Governments in Cyprus have tended to be led rather than lead, often shunning measures that are deemed unpopular until they are absolutely necessary. They have a tendency to be swayed by public opinion, which might be orchestrated by opposition parties, unions or the media. This government has followed this tradition rather zealously given that one of President Christodoulides’ election pledges was that he would listen to the people.

A worrying aspect of this approach has been the constant state intervention in the market economy, which has created the impression that this is a government obligation, ostensibly to protect people. Continuous protests about ‘expensiveness’ – the populist term used for inflation – led the government to scrap VAT on a range of products, supposedly to protect purchasing power while keeping in place, by public demand, the reduced consumer tax on petrol long after the world price of crude oil had fallen.

Paradoxically, while inflation was rising, the government also decided to increase the percentage of CoLA paid, which pushed prices further up, while a little later the minimum wage was increased by more than 10 per cent, affecting some 25,000 workers. Although these measures made no difference in making the ‘expensiveness’ more manageable, they silenced the government’s critics, to a large extent, while promoting the idea that state intervention in determining wages was a good thing.

This thinking was reinforced by the theatrical attempts by Finance Minister Makis Keravnos to persuade the banks not to increase interest rates in line with ECB rates so as to help people with housing loans. The banks ignored his public pleas and letters to go against the ECB policy aimed at fighting inflation across the euro zone, but the point that this government was prepared to interfere in the workings of the market was made yet again. Now it appears to have become a given and is expected to happen all the time.

Keeping with the spirit of the times, on Tuesday Labour Minister Yiannis Panayiotou, while reviewing his first year in office, boasted about all the restrictions he had imposed on the labour market. He appears to be on a mission to prevent the law of supply and demand determining wages, to the obvious delight of the unions he closely works with. He pledged to step up inspections of illegal workers by 65 per cent, carry out a census of all workers and give a say to unions about the employment of third country nationals.

All this at a time when we are close to full employment and by Panayiotou’s own admission there is a need for some 150,000 foreign workers to cover the market’s labour needs. Hoteliers, meanwhile, are complaining that they will not have enough staff to open for the tourist season. A pragmatic minister would have cut businesses some slack at a time of acute labour shortages, but Panayiotou is turning the screw on them, regardless of the harm he would cause the economy.

Panayiotou, to be fair, is not a renegade minister who has declared war on the market economy – the government has set the agenda. Apart from the above-mentioned cases, a couple of weeks ago, the council of ministers approved a bill that would allow the commerce minister to fix prices for products of broad consumption at specific points of sale. Explaining the decision, minister George Papanastasiou gave as an example bottled water at ports and airports. It was a disingenuous example, considering the price of bottled water at airports hardly merited control through legislation. We suspect there is a hidden agenda and the government would use this law to set maximum prices on other products.

Giving itself more powers to intervene in the market is a very dangerous path, putting at risk the operation of the market economy, to which Cyprus owes its growing prosperity. Living standards have steadily risen because, since joining the EU, the market has opened up and the old restrictions were scrapped. It is thanks to a smoothly functioning free economy that Cypriots enjoy such a good standard of living today. It is certainly not thanks to meddlesome bureaucrats and politicians interfering and placing restrictions on the market’s operation to curry favour with interest groups. There are enough union imposed imperfections in the market, which create costly distortions, without the government adding to them.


## What you will do
Determine how many lines of the entries that follow contain "title", and respond with that number alone.
□ □ □ □ □
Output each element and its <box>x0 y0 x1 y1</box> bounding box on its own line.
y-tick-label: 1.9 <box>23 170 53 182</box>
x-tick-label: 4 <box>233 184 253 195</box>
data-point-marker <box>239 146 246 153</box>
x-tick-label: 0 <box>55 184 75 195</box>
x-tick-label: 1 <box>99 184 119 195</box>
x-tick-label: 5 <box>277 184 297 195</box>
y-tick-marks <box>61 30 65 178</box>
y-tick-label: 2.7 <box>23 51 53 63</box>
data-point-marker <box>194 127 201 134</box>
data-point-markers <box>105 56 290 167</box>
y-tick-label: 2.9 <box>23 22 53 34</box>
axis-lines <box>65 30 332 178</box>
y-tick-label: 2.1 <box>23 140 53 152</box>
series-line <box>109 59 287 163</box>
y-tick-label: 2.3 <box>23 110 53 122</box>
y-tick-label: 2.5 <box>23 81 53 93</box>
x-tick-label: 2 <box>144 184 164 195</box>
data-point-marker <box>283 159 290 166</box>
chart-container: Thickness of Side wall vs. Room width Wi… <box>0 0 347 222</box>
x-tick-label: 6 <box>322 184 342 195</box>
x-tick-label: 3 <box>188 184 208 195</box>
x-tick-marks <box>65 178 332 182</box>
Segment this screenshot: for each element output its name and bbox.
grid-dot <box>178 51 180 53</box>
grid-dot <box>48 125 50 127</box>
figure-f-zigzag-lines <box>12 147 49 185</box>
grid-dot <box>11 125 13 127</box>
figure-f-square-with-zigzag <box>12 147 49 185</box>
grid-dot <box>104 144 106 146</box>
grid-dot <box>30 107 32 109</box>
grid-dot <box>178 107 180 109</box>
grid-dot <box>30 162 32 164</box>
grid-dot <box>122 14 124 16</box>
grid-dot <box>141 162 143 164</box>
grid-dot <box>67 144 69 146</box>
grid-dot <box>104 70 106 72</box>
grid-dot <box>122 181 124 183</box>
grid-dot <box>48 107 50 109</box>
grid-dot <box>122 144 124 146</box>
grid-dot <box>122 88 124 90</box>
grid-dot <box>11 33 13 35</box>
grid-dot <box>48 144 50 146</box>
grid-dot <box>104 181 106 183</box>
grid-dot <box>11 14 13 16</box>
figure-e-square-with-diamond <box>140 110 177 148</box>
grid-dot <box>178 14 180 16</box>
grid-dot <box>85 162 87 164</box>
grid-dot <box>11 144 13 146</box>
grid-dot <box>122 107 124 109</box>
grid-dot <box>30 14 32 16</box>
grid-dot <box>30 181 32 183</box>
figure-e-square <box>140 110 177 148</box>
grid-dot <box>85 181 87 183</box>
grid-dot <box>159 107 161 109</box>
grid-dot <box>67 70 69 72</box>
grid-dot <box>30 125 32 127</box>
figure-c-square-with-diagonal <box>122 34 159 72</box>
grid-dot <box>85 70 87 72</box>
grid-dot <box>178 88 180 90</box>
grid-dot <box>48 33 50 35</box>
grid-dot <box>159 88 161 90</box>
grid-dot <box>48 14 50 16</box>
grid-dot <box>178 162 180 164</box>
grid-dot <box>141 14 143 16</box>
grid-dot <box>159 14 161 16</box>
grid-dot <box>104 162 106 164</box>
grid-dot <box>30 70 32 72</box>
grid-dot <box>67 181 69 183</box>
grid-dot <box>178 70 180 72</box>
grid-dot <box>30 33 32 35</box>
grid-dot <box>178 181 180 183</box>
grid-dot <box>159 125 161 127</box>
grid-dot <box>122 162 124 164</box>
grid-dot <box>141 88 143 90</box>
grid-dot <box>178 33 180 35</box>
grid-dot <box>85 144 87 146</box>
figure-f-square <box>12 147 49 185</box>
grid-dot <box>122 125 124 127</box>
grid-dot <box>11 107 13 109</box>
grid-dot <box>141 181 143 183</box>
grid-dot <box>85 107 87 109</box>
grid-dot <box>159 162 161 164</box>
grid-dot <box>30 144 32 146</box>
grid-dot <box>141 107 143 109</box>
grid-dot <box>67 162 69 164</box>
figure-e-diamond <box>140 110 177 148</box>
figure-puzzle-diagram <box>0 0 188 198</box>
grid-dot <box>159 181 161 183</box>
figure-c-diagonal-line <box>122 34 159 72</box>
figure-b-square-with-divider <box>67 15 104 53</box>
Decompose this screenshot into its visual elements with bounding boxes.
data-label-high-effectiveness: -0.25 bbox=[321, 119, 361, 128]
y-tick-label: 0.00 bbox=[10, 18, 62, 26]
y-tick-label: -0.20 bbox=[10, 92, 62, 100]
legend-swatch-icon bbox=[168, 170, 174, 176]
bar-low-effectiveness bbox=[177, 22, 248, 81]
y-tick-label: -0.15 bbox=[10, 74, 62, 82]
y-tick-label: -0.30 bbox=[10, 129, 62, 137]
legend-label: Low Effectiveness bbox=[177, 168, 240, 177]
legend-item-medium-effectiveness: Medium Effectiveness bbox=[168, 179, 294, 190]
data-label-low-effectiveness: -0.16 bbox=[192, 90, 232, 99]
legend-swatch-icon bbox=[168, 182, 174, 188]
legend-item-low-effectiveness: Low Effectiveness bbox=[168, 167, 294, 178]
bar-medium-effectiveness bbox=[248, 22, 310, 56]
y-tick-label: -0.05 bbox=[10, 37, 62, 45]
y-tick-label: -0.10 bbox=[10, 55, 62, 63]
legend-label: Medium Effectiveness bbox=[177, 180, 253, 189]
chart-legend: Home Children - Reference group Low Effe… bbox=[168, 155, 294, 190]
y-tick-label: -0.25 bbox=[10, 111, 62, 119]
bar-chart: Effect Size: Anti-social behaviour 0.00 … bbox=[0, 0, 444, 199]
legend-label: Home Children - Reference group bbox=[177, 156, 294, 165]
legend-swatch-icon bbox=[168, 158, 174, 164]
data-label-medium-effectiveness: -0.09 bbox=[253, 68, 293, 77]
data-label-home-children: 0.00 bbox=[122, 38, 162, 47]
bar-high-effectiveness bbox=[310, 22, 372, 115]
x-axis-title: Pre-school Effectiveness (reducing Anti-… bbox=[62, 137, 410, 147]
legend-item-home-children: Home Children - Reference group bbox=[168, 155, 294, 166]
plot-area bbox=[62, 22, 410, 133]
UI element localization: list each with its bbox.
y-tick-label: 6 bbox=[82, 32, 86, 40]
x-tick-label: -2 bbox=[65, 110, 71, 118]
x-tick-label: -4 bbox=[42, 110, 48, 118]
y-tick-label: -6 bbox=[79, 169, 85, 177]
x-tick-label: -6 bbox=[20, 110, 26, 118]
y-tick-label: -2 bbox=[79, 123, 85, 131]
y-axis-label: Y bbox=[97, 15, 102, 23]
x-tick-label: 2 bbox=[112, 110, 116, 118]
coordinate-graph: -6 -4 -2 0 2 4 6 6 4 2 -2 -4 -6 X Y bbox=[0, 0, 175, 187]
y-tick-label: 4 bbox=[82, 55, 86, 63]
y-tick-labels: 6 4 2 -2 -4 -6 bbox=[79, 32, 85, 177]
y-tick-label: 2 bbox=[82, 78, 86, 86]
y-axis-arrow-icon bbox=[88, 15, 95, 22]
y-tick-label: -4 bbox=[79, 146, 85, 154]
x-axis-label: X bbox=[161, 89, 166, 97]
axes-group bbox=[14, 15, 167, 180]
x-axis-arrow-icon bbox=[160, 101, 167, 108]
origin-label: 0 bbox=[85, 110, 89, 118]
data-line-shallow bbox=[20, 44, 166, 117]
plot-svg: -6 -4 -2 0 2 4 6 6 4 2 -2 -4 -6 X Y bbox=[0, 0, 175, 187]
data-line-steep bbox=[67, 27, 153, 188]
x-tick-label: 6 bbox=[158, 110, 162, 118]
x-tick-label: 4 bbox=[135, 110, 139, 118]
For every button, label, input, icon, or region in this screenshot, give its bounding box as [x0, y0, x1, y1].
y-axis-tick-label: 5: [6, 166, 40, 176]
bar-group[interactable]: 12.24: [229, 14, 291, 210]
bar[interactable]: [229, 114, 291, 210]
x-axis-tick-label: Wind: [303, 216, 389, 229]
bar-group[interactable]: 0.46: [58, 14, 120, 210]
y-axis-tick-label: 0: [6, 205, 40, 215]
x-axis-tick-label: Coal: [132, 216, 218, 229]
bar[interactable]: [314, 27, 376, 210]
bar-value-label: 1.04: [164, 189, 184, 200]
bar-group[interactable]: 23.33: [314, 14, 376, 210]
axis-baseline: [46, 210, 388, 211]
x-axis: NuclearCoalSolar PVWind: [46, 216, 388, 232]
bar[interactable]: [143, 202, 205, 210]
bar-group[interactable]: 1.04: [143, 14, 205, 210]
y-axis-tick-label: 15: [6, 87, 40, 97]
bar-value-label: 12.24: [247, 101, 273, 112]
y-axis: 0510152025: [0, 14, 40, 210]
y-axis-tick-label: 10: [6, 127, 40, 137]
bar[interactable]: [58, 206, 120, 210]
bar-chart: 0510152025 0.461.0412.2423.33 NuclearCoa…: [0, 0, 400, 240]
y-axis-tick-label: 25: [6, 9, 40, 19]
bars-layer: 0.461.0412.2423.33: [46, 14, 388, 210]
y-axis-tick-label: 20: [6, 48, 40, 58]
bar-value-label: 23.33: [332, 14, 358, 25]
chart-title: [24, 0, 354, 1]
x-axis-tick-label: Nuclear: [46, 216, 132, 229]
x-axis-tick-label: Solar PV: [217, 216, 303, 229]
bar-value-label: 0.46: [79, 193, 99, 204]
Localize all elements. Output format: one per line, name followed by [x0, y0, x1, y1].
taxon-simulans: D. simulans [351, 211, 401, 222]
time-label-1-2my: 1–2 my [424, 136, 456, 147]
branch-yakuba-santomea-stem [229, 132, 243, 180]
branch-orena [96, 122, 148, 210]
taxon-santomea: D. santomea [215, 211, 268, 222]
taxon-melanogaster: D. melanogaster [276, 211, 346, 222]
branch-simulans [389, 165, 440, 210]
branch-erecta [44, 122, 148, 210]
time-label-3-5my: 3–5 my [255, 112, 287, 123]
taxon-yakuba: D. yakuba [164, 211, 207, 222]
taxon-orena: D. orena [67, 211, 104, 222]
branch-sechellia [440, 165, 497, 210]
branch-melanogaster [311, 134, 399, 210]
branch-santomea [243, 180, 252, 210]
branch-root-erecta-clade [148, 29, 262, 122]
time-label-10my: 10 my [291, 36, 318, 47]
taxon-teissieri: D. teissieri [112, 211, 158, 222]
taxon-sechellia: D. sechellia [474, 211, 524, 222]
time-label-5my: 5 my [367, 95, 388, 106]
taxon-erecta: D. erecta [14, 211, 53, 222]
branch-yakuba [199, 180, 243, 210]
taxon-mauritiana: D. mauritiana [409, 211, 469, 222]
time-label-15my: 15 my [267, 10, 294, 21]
□ □ □ □ □
## Completed exercise
2